Is the "other Earth" among the thousands of exoplanets that have already been discovered outside our solar system? New technology being developed by NASA aims to find that out.
The search for other Earths -- planets like our own Earth that would feature atmospheric conditions that could allow for the development of life -- has long been a dream of many scientists among others through the decades.
MIT astrophysicist Sara Seager is one of them, as she told CNN earlier this month, "I want to find another Earth. That's what I'm living for."
Seager is part of NASA's TESS, or Transiting Exoplanet Survey Satellite, project, a two-year space mission set to launch in 2017. It will collect and relay data to the James Webb Space Telescope, which is scheduled to launch in 2018. It's just one of several projects currently in various stages of development, all with the end goal of finding that elusive other Earth.
On Thursday, NASA announced developments related to new technologies that will help them find the elusive earth-like planets beyond the solar system. NASA's Exoplanet Exploration Program Office is located at the agency's Jet Propulsion Laboratory in Pasadena, California, and Gary Blackwood is the manager of the Exoplanet Exploration Program.
"It's an exciting time for exoplanet research. This is history in the making."
Some of the new technology, described in a NASA media release, will look for exoplanets similar to Earth by looking for clues of to atmosphere and climates. The next generation of instrumentation will use data about the light emitted by the exoplanet to produce a chemical analysis or spectra. The light is split into all the different colors it contains, and their relative concentrations provide information about the conditions on the exoplanet's surface and whether or not they might be habitable in the same way as our Earth.
Telescopes on Earth can only view so far, in part because of the blurring effect of Earth's atmosphere. New space missions will use telescopes mounted on spacecraft that observe and relay data from out in space. One of the several proposed space missions that are developing coronagraph technology is the WFIRST, or Wide-Field Infrared Survey Telescope, mission at NASA's Goddard Space Flight Center in Greenbelt, Maryland.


The records below are to be copied exactly, with every picture left out.

· · ·

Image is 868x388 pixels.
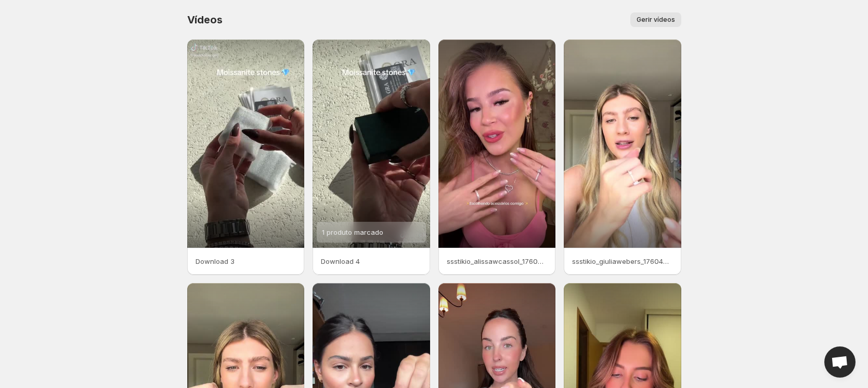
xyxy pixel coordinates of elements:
[187,14,223,26] span: Vídeos
[447,257,548,267] p: ssstikio_alissawcassol_1760453524174 2
[195,257,296,267] p: Download 3
[637,15,675,24] span: Gerir vídeos
[824,347,856,378] div: Open chat
[631,13,682,27] button: Gerir vídeos
[321,257,422,267] p: Download 4
[322,229,383,236] span: 1 produto marcado
[573,257,673,267] p: ssstikio_giuliawebers_1760452749352 3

· · ·

- [Answer to the exercise]
Image is 868x388 pixels.
xyxy pixel coordinates of elements:
[187,14,223,26] span: Vídeos
[447,257,548,267] p: ssstikio_alissawcassol_1760453524174 2
[195,257,296,267] p: Download 3
[637,15,675,24] span: Gerir vídeos
[824,347,856,378] div: Open chat
[631,13,682,27] button: Gerir vídeos
[321,257,422,267] p: Download 4
[322,229,383,236] span: 1 produto marcado
[573,257,673,267] p: ssstikio_giuliawebers_1760452749352 3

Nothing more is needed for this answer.